Summary
Like race and gender, disability has recently become a critical field of study in examining our nation’s heritage. Sparked by the disability rights movement of the late 20th century, disability history both expands and challenges the traditional American narrative of self-reliance, individualism, and opportunity and yields new understandings of such bedrock values as community, family, and citizenship. From the asylum movement of the 19th century and the cover-up of Franklin Roosevelt's paralysis during his presidency to the landmark Americans with Disabilities Act of 1990 (and amendment of 2008) and the impact of every war on veterans’ physical and mental health, the experience of disability—and society’s reaction to it—has changed markedly throughout American history. The definitions of disability have also changed from era to era, revealing competing views, approaches, and attitudes.
Encyclopedia of American Disability History is the first encyclopedia to focus on this important topic in U.S. history. By examining the issues, events, people, activism, laws, personal experiences, and social ramifications of disability throughout American history, this comprehensive three-volume reference provides a new and broader, more inclusive approach to our nation’s past. More than 350 historians, scholars, and experts contributed to the 750-plus articles in this impressive work. Arranged alphabetically, each signed article includes cross-references to related entries and suggestions for further reading. Ideal for the high school and college curriculum, this accessible encyclopedia also includes a comprehensive chronology and dozens of original documents, as well as an extensive bibliography.
Entries include:
- Access and accessibility
- Amputees and amputation
- Architectural Barriers Act
- Blind Boys of Alabama
- Buck v. Bell
- Deaf President Now!
- Disability art and artistic expression
- Disability rights movement
- Down syndrome
- Eugenics
- Thomas Gallaudet
- Impairment/impaired
- League of the Physically Handicapped
- Little People of America
- Long-term care
- Mainstreaming
- Million Dollar Baby
- Self-advocates and self-advocacy
- South Park
- Special Olympics
- Ugly Laws
- Veterans.
Specifications
Black-and-white illustrations. Original documents. Index. Bibliography. Cross-references. Chronology. In three volumes.
About the Author(s)
Susan Burch, Ph.D., is an associate professor in the Department of American Studies at Middlebury College and the director of the Center for the Comparative Study of Race and Ethnicity. She is also cofounder and board member of the Disability History Association and has served on the Society for Disability Studies’ board of directors. Her work has been acknowledged with several awards, including a Mellon Seminar Fellowship and a Fulbright lecturing award. She is the author of Signs of Resistance: American Deaf Cultural History, 1900 to World War II; the coeditor of Double Visions: Multidisciplinary Approaches to Women and Deafness; and the coauthor of Unspeakable: The Story of Junius Wilson.

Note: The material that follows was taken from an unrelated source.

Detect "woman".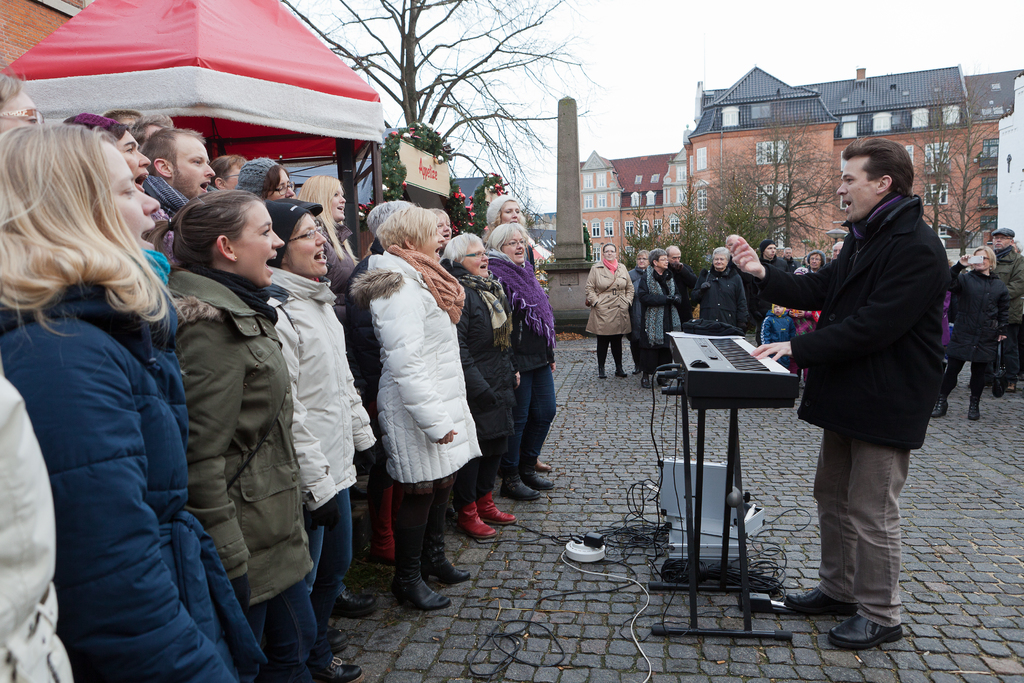
Detected at region(688, 244, 751, 329).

Foreword author Paul K. Longmore, Ph.D., is a professor of history at San Francisco State University and director of the Institute on Disability. He has received numerous grants to develop disability training and studies programs from the U.S. Department of Education, National Endowment for the Humanities, National Council on Disability, and California Foundation of Independent Living Centers. He has written many books and articles, including The Invention of George Washington and Why I Burned My Book and Other Essays on Disability. He is coeditor of both The New Disability History: American Perspectives and the “History of Disability” book series. Among his many honors and awards are the California State University Wang Family Award, Henry B. Betts Award, and Frank Lanternman Award.